WV teachers strike

The Teachers’ Union Boomerang

Today's teacher's strikes in places like Oklahoma and West Virginia are the result of labor battles back in 2010, and the declining presence of unions across the economy generally.
Red Rose Girls

The Same-Sex Household That Launched 3 Women Artists

The "Red Rose Girls"—Violet Oakley, Jessie Wilcox Smith, and Elizabeth Shippen Green—met at the Pennsylvania Academy of Fine Arts in the 1880s.
Twilight Zone spiral

Why We Still Love The Twilight Zone

Rod Serling's The Twilight Zone stood out in the "vast wasteland" of television in the early 1960s and still resonates today.
Thomas Cole Arcadia painting

When Landscape Painting Was Protest Art

The landscape painter Thomas Cole celebrated the American landscape, but also expressed doubts about the limits of civilization.
Open Bible

The Dream of a Plain Bible

Beginning in the late eighteenth century, many Americans experienced a crisis of religious authority. During this time, the idea of an unambiguous “plain Bible” began to gain traction.
FDR portait

How FDR’s Presidency Inspired Term Limits

The Founding Fathers considered term limits, but ultimately rejected the idea. It wasn't until FDR's unprecedented four terms that lawmakers reconsidered.
team of PC gamers

Why Are Video Games so Great?

An anthropologist investigating one group of committed gamers found people attracted not to realism, but to deeply engaging cooperative projects.

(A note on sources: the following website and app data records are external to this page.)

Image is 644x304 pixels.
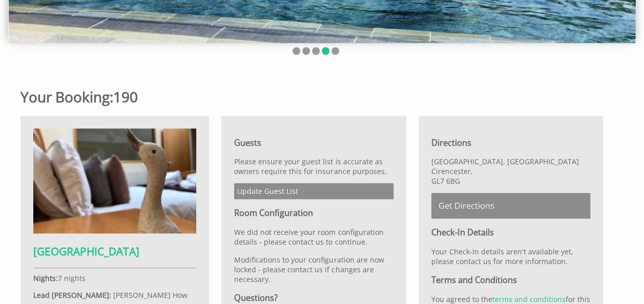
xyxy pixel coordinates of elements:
p: [GEOGRAPHIC_DATA], [GEOGRAPHIC_DATA] Cirencester, GL7 6BG [431,157,590,186]
p: 7 nights [33,274,196,283]
a: terms and conditions [492,295,566,304]
a: Get Directions [431,193,590,219]
p: Modifications to your configuration are now locked - please contact us if changes are necessary. [234,255,393,284]
h1: 190 [20,87,611,106]
span: [PERSON_NAME] How [113,291,188,300]
h3: Room Configuration [234,208,393,219]
a: Your Booking: [20,87,113,106]
h3: Directions [431,137,590,149]
p: We did not receive your room configuration details - please contact us to continue. [234,227,393,247]
h3: Questions? [234,292,393,304]
img: An image of 'Goose Nest House' [33,128,196,234]
h3: Terms and Conditions [431,274,590,286]
strong: Lead [PERSON_NAME]: [33,291,111,300]
p: Your Check-In details aren't available yet, please contact us for more information. [431,247,590,266]
strong: Nights: [33,274,58,283]
h2: [GEOGRAPHIC_DATA] [33,244,196,259]
h3: Guests [234,137,393,149]
a: Update Guest List [234,184,393,199]
a: [GEOGRAPHIC_DATA] [33,226,196,259]
p: Please ensure your guest list is accurate as owners require this for insurance purposes. [234,157,393,176]
h3: Check-In Details [431,227,590,238]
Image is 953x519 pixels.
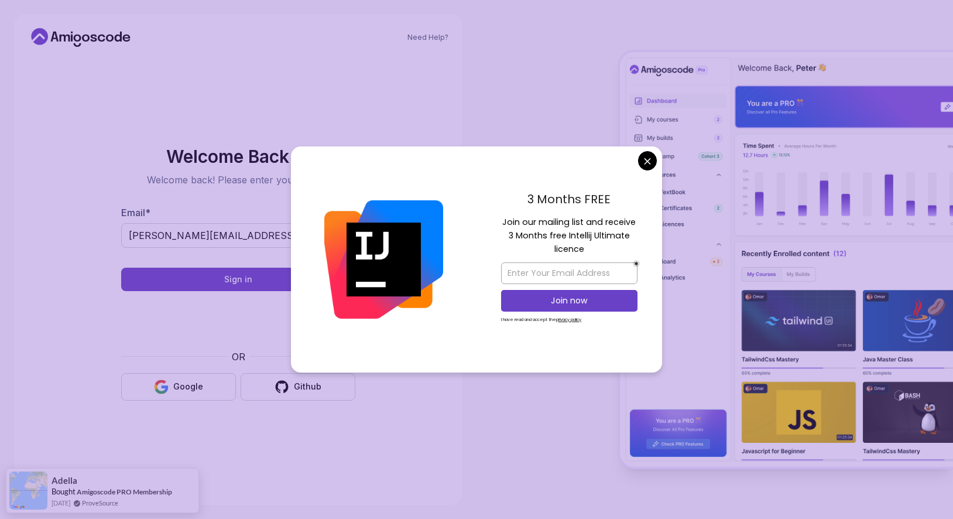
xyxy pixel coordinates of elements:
[52,476,77,485] span: Adella
[121,268,355,291] button: Sign in
[121,373,236,401] button: Google
[620,52,953,467] img: Amigoscode Dashboard
[224,273,252,285] div: Sign in
[173,381,203,392] div: Google
[408,33,449,42] a: Need Help?
[77,487,172,497] a: Amigoscode PRO Membership
[28,28,134,47] a: Home link
[52,498,70,508] span: [DATE]
[121,207,151,218] label: Email *
[121,223,355,248] input: Enter your email
[150,298,327,343] iframe: Widget containing checkbox for hCaptcha security challenge
[241,373,355,401] button: Github
[121,173,355,187] p: Welcome back! Please enter your details.
[121,147,355,166] h2: Welcome Back
[294,381,322,392] div: Github
[52,487,76,496] span: Bought
[9,471,47,510] img: provesource social proof notification image
[232,350,245,364] p: OR
[82,498,118,508] a: ProveSource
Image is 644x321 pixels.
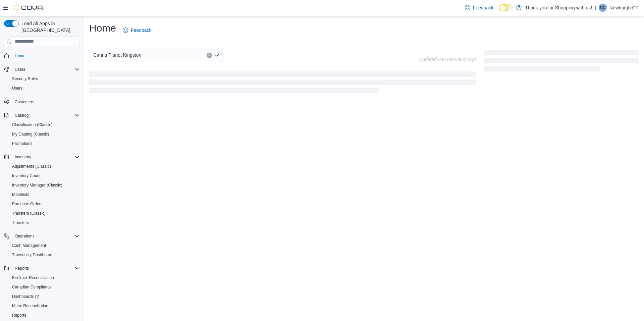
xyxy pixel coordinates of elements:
[10,302,51,310] a: Metrc Reconciliation
[7,130,82,139] button: My Catalog (Classic)
[10,292,80,300] span: Dashboards
[1,152,82,162] button: Inventory
[1,111,82,120] button: Catalog
[12,232,37,240] button: Operations
[12,153,34,161] button: Inventory
[12,182,63,188] span: Inventory Manager (Classic)
[207,53,212,58] button: Clear input
[12,141,33,146] span: Promotions
[89,73,476,94] span: Loading
[7,190,82,199] button: Manifests
[15,67,25,72] span: Users
[10,191,32,198] a: Manifests
[7,311,82,320] button: Reports
[12,153,80,161] span: Inventory
[10,200,45,208] a: Purchase Orders
[15,99,34,105] span: Customers
[7,250,82,260] button: Traceabilty Dashboard
[599,4,607,12] div: Newburgh CP
[10,209,48,217] a: Transfers (Classic)
[10,302,80,310] span: Metrc Reconciliation
[10,283,80,291] span: Canadian Compliance
[10,75,80,83] span: Security Roles
[12,275,54,280] span: BioTrack Reconciliation
[10,140,80,147] span: Promotions
[10,162,54,170] a: Adjustments (Classic)
[12,111,31,119] button: Catalog
[525,4,592,12] p: Thank you for Shopping with us!
[12,173,41,179] span: Inventory Count
[10,121,80,129] span: Classification (Classic)
[1,97,82,106] button: Customers
[10,84,80,92] span: Users
[12,65,28,73] button: Users
[10,200,80,208] span: Purchase Orders
[10,181,80,189] span: Inventory Manager (Classic)
[7,301,82,311] button: Metrc Reconciliation
[7,218,82,227] button: Transfers
[12,232,80,240] span: Operations
[12,220,29,225] span: Transfers
[12,264,31,272] button: Reports
[10,121,56,129] a: Classification (Classic)
[12,131,49,137] span: My Catalog (Classic)
[10,209,80,217] span: Transfers (Classic)
[10,130,52,138] a: My Catalog (Classic)
[1,51,82,61] button: Home
[12,76,38,82] span: Security Roles
[10,292,41,300] a: Dashboards
[10,274,80,282] span: BioTrack Reconciliation
[10,251,55,259] a: Traceabilty Dashboard
[10,241,80,249] span: Cash Management
[12,210,46,216] span: Transfers (Classic)
[1,65,82,74] button: Users
[19,20,80,34] span: Load All Apps in [GEOGRAPHIC_DATA]
[15,113,29,118] span: Catalog
[10,140,35,147] a: Promotions
[610,4,639,12] p: Newburgh CP
[12,85,22,91] span: Users
[7,162,82,171] button: Adjustments (Classic)
[12,52,28,60] a: Home
[484,51,639,73] span: Loading
[12,98,37,106] a: Customers
[473,5,494,11] span: Feedback
[12,122,53,128] span: Classification (Classic)
[93,51,141,59] span: Canna Planet Kingston
[15,233,34,239] span: Operations
[462,1,496,14] a: Feedback
[10,241,48,249] a: Cash Management
[7,84,82,93] button: Users
[10,75,41,83] a: Security Roles
[419,57,476,62] p: Updated 840 minute(s) ago
[12,303,48,309] span: Metrc Reconciliation
[214,53,219,58] button: Open list of options
[10,251,80,259] span: Traceabilty Dashboard
[7,241,82,250] button: Cash Management
[10,130,80,138] span: My Catalog (Classic)
[12,243,46,248] span: Cash Management
[7,209,82,218] button: Transfers (Classic)
[89,22,116,35] h1: Home
[131,27,151,34] span: Feedback
[12,201,43,207] span: Purchase Orders
[499,5,513,12] input: Dark Mode
[10,311,29,319] a: Reports
[7,171,82,181] button: Inventory Count
[7,273,82,282] button: BioTrack Reconciliation
[12,111,80,119] span: Catalog
[10,311,80,319] span: Reports
[13,5,44,11] img: Cova
[7,199,82,209] button: Purchase Orders
[12,98,80,106] span: Customers
[12,164,51,169] span: Adjustments (Classic)
[10,172,80,180] span: Inventory Count
[15,53,26,59] span: Home
[15,154,31,159] span: Inventory
[600,4,605,12] span: NC
[12,313,26,318] span: Reports
[10,191,80,198] span: Manifests
[10,219,80,227] span: Transfers
[10,172,43,180] a: Inventory Count
[10,84,25,92] a: Users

An Astro-Ecology Team Brings Stellar Software Down to Earth

This new AI will protect endangered species from poachers, says a team of conservationists and astrophysicists.
Woman doing yoga on beach

How American Buddhism is Like an Elephant

Researchers see a distinct difference between Buddhist immigrants and Americans of European ancestry who have embraced Buddhism's tenets.
JSTOR Daily Suggested Readings

Suggested Readings: Evictions, Phoenicians, and Glass

Well-researched stories from around the web that bridge the gap between news and scholarship. Brought to you each Tuesday from the editors of JSTOR Daily.